Garden Gloves - Which Gardening Glove Is Best For Me?

All the gloves, clothing, and safety items sold on this site are used in manufacturing plants to protect the employees and keep the employers in compliance with the current safely laws. These products have been tested and perfected in the industrial world under strenuous conditions. They hold up under those conditions - and they will hold up in your garden.

Also see: Getting a proper fitting glove.

Rose and Thorn Gloves

These part goat skin gloves are ideal for working with thorny plants. Comfort and suppleness of leather hands, coupled with the excellent fit, allows you to cut roses, pick berries or do other chores with ease. The sleeves are made to withstand punctures. Berry pickers and rose gardeners love these. I was glad to find these - rose and thorn gloves. They are a perfect solution to those cuts and scratches on you forearms.

Nitrile Gloves

The coating on the gray and green gloves is nitrile, a man-made, rubber-type compound that is a lot better in its ability to resist punctures and abrasions. Nitrile is a stronger material than rubber and you need less nitrile to give you the same protection as rubber. What I am saying is that you get more protection in a thinner material. You suffer less hand fatigue at the end of the day because you are wearing a thinner and lighter glove. Nitrile gloves offer more resistance to thorns, sharp rocks and stones -- longer life for the user. They are machine washable but must be line dried. I have nursery and landscape employees that get more use and longer life out of these gloves than leather ones.

Green Nitrile gardening gloves are best used for:

  • heavy garden and landscape work
  • moving rocks, trees and limbs
  • handling plants with small stickers on them
  • heavy digging
  • removing roots or grubbing out a flower bed

The gray nitrile gloves are similar to the green nitrile gloves except that they are a lighter material. Those that use them praise their feel. It is if no gloves are on their hands. They like the dexterity - the ability to grasp small items. And, in the hot weather, the nylon shell allows for the hand to breathe and keep cool.

Gray Nitrile gardening gloves:

  • are used when doing similar work as the green nitrile gloves are used for, but they are a bit lighter
  • have a thinner coating of nitrile than the green gloves - allowing for more flexibility and control, but a little less protection
  • are very comfortable in warmer weather

Ultra Lite Garden Gloves

The last of the synthetic gloves is the polyurethane on a nylon shell, it weighs less than one ounce per pair. It may not offer the life of the nitrile palm-coated glove, but oh, the comfort of it and the absolute dexterity!

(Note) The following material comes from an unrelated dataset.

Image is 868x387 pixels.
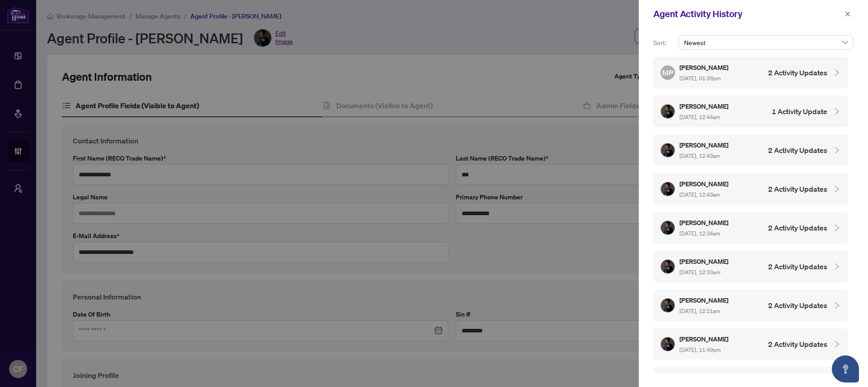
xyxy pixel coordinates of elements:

It is the one glove that feels like it isn't there!

Ultra Lite gardening gloves:

  • are used in the summer months of gardening
  • should be used whenever detailed work is necessary
  • provide the maximum dexterity if you are doing propagation
  • are so light that they give the best feel of any of the synthetic gloves and are the best for hot weather use
  • are an excellent choice for removing dead blossoms, thinning plants, replanting, removing weeds, and any time you wish to protect your hands working in the garden

Leather Garden Gloves

I only sell two leather gloves - neither is cow hide - for very good reasons. With cow hide you get less life and experience problems when you get this leather wet. It will dry brittle, or cracked, or stiff as a board and therefore is not a recommended item for gardeners. I sell leather gloves made from pig skin and goat skin only.

Pig Skin Gloves

Pig skin leather is one of the two leathers that, when it gets wet, will dry as soft as when you first put it on. This is a great advantage for gardeners, especially in the spring and fall on those cool/cold wet mornings while working in the garden. Get the gloves wet, take them off, let dry then use again. My daughter uses these gloves when she is cutting and removing blackberry vines. These vines are covered with thorns that will scratch and puncture bare skin. Pig skin gloves are comfortable to wear and they last.

Goat Skin Gloves

The goat skin gloves have always been used for work around rose bushes. When I was in California selling safety products and gloves, the professional gardeners would buy goat skin gloves for trimming rose bushes. I have a landscape and retail nursery company in Atlanta that found out through trial that goat skin would outlast cowhide gloves five to one. The owner tried the gloves himself, using them to move boulders and install rough timber for walls and walkways; he sold himself on these gloves.

Thermostat Gloves

One of my retail nurseries in Atlanta asked if I could find a way to help people with arthritis that liked to garden. It seems that cold hands aggravate arthritis. After doing some searching I found a glove that would solve the problem - thermostat gloves. It is made out of polypropylene, the same material that thermal underwear is made from. In cold weather it keeps the hands warm and it hot weather it wicks the moisture away from the hands to keep them cool.

I am always open to new ideas and products that will help gardeners enjoy their work or hobby.